Yeah, I know, it sounds weird, but ever since I started open carrying people are a lot nicer to me in public. Not that I was getting kicked around or anything before, but generally I wasn’t the kind of person that anyone would try and strike up a conversation with in the checkout line. But since I started OCing people seem a lot more willing to talk to me, and it’s about the gun only about half the time. I admit I can’t really explain this one, but I feel more a part of my community than I ever did before.

4. Practicality

It’s possible to conceal just about every firearm if you really want to – yes even an AR – but most people don’t want to go through the effort to conceal a large gun and so the concealed carriers of the nation generally are packing small, lightweight guns. The only problem is that, as we all know, bigger, heavier guns are easier to shoot and they hold more rounds.

It’s that simple. Larger guns are better weapons than smaller guns. Sure, you can compensate for some of this with training, but that same training would make you that much better with a full-sized pistol. All guns make compromises but compact and sub-compact guns make the most.

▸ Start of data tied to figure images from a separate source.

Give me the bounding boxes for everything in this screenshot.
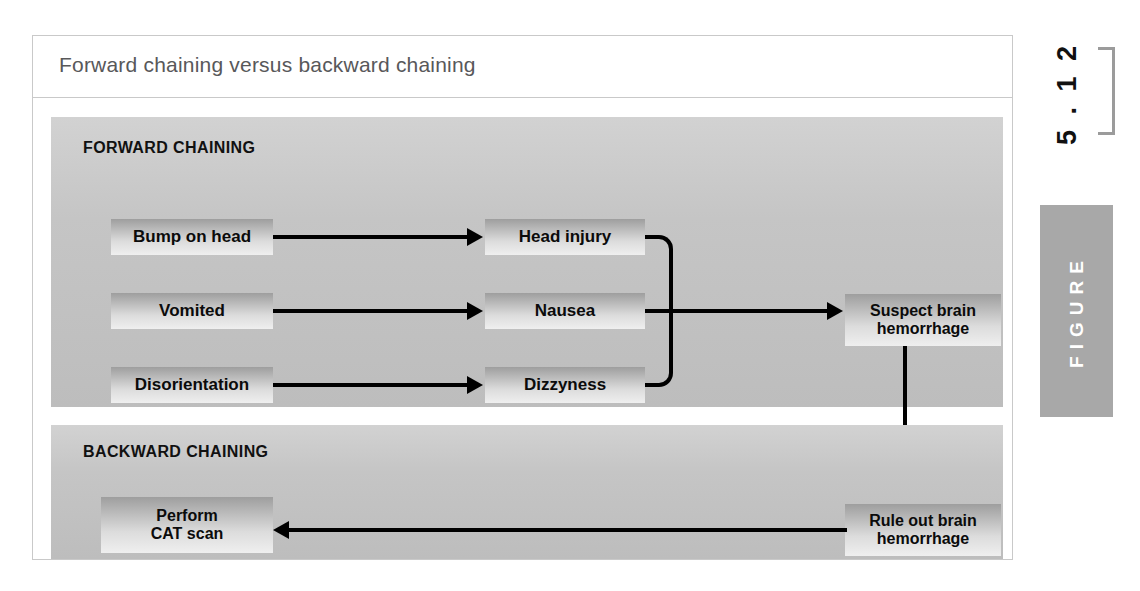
connector-disorientation-to-dizzyness [273,383,469,387]
node-bump-on-head: Bump on head [111,219,273,255]
node-rule-out-brain-hemorrhage: Rule out brain hemorrhage [845,504,1001,556]
connector-rule-out-to-cat-scan [289,528,847,532]
node-disorientation: Disorientation [111,367,273,403]
node-dizzyness: Dizzyness [485,367,645,403]
backward-chaining-title: BACKWARD CHAINING [83,443,268,461]
node-suspect-brain-hemorrhage: Suspect brain hemorrhage [845,294,1001,346]
arrowhead-bump-to-head-injury [467,228,483,246]
arrowhead-vomited-to-nausea [467,302,483,320]
arrowhead-rule-out-to-cat-scan [273,521,289,539]
forward-chaining-title: FORWARD CHAINING [83,139,255,157]
backward-chaining-panel: BACKWARD CHAINING Rule out brain hemorrh… [51,425,1003,559]
figure-panel: Forward chaining versus backward chainin… [32,35,1013,560]
figure-number-text: 5 . 1 2 [1053,41,1084,144]
node-head-injury: Head injury [485,219,645,255]
figure-bracket-icon [1098,47,1115,135]
figure-caption-text: Forward chaining versus backward chainin… [59,53,476,77]
connector-brace-to-suspect [645,309,829,313]
node-nausea: Nausea [485,293,645,329]
node-perform-cat-scan: Perform CAT scan [101,497,273,553]
arrowhead-disorientation-to-dizzyness [467,376,483,394]
node-vomited: Vomited [111,293,273,329]
connector-vomited-to-nausea [273,309,469,313]
figure-tab: FIGURE [1040,205,1113,417]
arrowhead-brace-to-suspect [827,302,843,320]
connector-bump-to-head-injury [273,235,469,239]
forward-chaining-panel: FORWARD CHAINING Bump on head Vomited Di… [51,117,1003,407]
figure-number: 5 . 1 2 [1046,34,1090,152]
figure-tab-text: FIGURE [1066,254,1088,368]
figure-caption-bar: Forward chaining versus backward chainin… [33,36,1012,98]
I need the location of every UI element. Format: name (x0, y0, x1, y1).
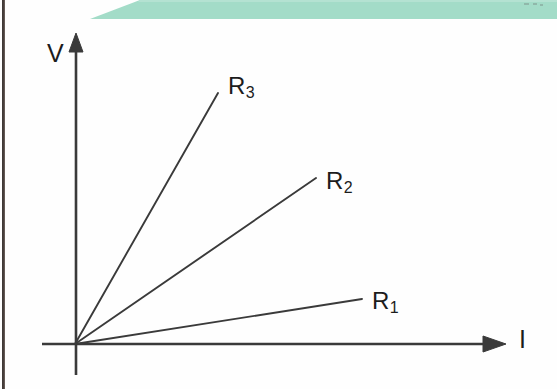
line-r1 (75, 299, 362, 344)
line-label-r1-subscript: 1 (389, 299, 398, 316)
line-label-r3: R3 (228, 74, 255, 101)
line-label-r1-letter: R (372, 287, 389, 314)
y-axis-label: V (47, 41, 64, 66)
line-label-r2-subscript: 2 (343, 179, 352, 196)
iv-characteristic-plot (0, 0, 557, 389)
line-r2 (75, 178, 316, 344)
x-axis-label: I (519, 327, 526, 352)
resistance-lines (75, 93, 362, 344)
line-label-r2: R2 (326, 169, 353, 196)
line-label-r3-letter: R (228, 72, 245, 99)
x-axis-arrowhead (483, 336, 506, 352)
y-axis-arrowhead (69, 33, 83, 52)
line-label-r3-subscript: 3 (245, 84, 254, 101)
line-r3 (75, 93, 218, 344)
line-label-r2-letter: R (326, 167, 343, 194)
figure-canvas: V I R3 R2 R1 (0, 0, 557, 389)
y-axis (69, 33, 83, 375)
line-label-r1: R1 (372, 289, 399, 316)
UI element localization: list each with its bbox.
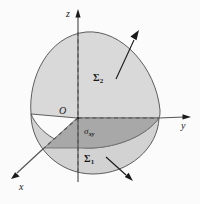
upper-surface-label-subscript: 2 (100, 77, 104, 85)
x-axis-label: x (19, 182, 23, 192)
z-axis-arrowhead (75, 9, 80, 18)
origin-label: O (59, 106, 66, 116)
upper-normal-arrowhead (130, 30, 139, 40)
lower-normal-arrowhead (125, 173, 133, 181)
upper-surface-label-symbol: Σ (93, 72, 100, 83)
origin-point (77, 117, 79, 119)
projection-region-label: σxy (84, 127, 94, 137)
z-axis-label: z (66, 9, 70, 19)
x-axis-arrowhead (11, 172, 20, 179)
y-axis-label: y (181, 121, 185, 131)
coordinate-diagram (0, 0, 200, 204)
x-axis-line (17, 148, 44, 173)
projection-region-label-subscript: xy (88, 131, 94, 137)
y-axis-line (159, 117, 184, 118)
y-axis-arrowhead (183, 114, 192, 119)
lower-surface-label: Σ1 (84, 154, 94, 166)
upper-surface-label: Σ2 (93, 73, 103, 85)
lower-surface-label-symbol: Σ (84, 153, 91, 164)
figure-container: z y x O Σ2 Σ1 σxy (0, 0, 200, 204)
lower-surface-label-subscript: 1 (91, 158, 95, 166)
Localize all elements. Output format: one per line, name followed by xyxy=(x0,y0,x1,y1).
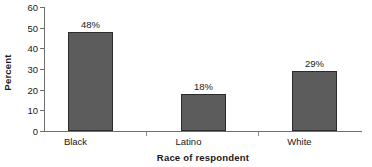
y-tick-label-60: 60 xyxy=(18,3,38,13)
y-axis-title-text: Percent xyxy=(2,54,13,90)
x-tick-mark-1 xyxy=(146,132,147,136)
x-category-label-white: White xyxy=(262,137,337,147)
y-tick-label-0: 0 xyxy=(18,127,38,137)
plot-area: 48% 18% 29% xyxy=(45,7,362,131)
y-axis-title: Percent xyxy=(0,38,14,106)
bar-chart: Percent 60 50 40 30 20 10 0 48% 18% 29% … xyxy=(0,0,372,167)
x-tick-mark-2 xyxy=(258,132,259,136)
bar-value-latino: 18% xyxy=(171,82,236,92)
bar-latino xyxy=(181,94,226,131)
y-tick-label-40: 40 xyxy=(18,44,38,54)
y-tick-label-50: 50 xyxy=(18,24,38,34)
bar-value-black: 48% xyxy=(58,20,123,30)
x-axis-title: Race of respondent xyxy=(44,152,362,163)
bar-white xyxy=(292,71,337,131)
bar-black xyxy=(68,32,113,131)
bar-value-white: 29% xyxy=(282,59,347,69)
x-category-label-black: Black xyxy=(38,137,113,147)
x-category-label-latino: Latino xyxy=(151,137,226,147)
y-tick-label-10: 10 xyxy=(18,106,38,116)
y-tick-label-30: 30 xyxy=(18,65,38,75)
y-axis-tick-labels: 60 50 40 30 20 10 0 xyxy=(14,0,38,167)
y-tick-label-20: 20 xyxy=(18,86,38,96)
x-axis-line xyxy=(44,131,362,132)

5. It’s the foundation of what the 2A means

There is a reason that in the large majority of states, concealed carriers require government permission to carry and open carriers do not. Traditionally, a concealed weapon meant assassins, criminals and cowards. When gun control started (outside of the southern states where it was primarily based on racism) it was theoretically meant to control criminal activity, and as we all should know, criminals conceal their weapons. They hide who and what they are and then they use the element of surprise to attack.

Now I’m not saying that people with conceal carry permits are criminals. We all know thats not true. But I am saying that traditionally ethical people operate in the open which is why free and open carry was much harder to ban than conceal carry. Prohibiting open carry was considered a step too far, even in states that had no qualms about eliminating conceal carry.

As the Heller decision determined, a ban on carry outside the home is a de facto ban on guns and thus unconstitutional. Without open carry, a licensed conceal carry-only situation is tantamount to gun registration. It means that you have no constitutional right to carry, but may only do so with the government’s permission.

In short open carry is the last vestige we have left of “Shall not be infringed.” Use it or lose it.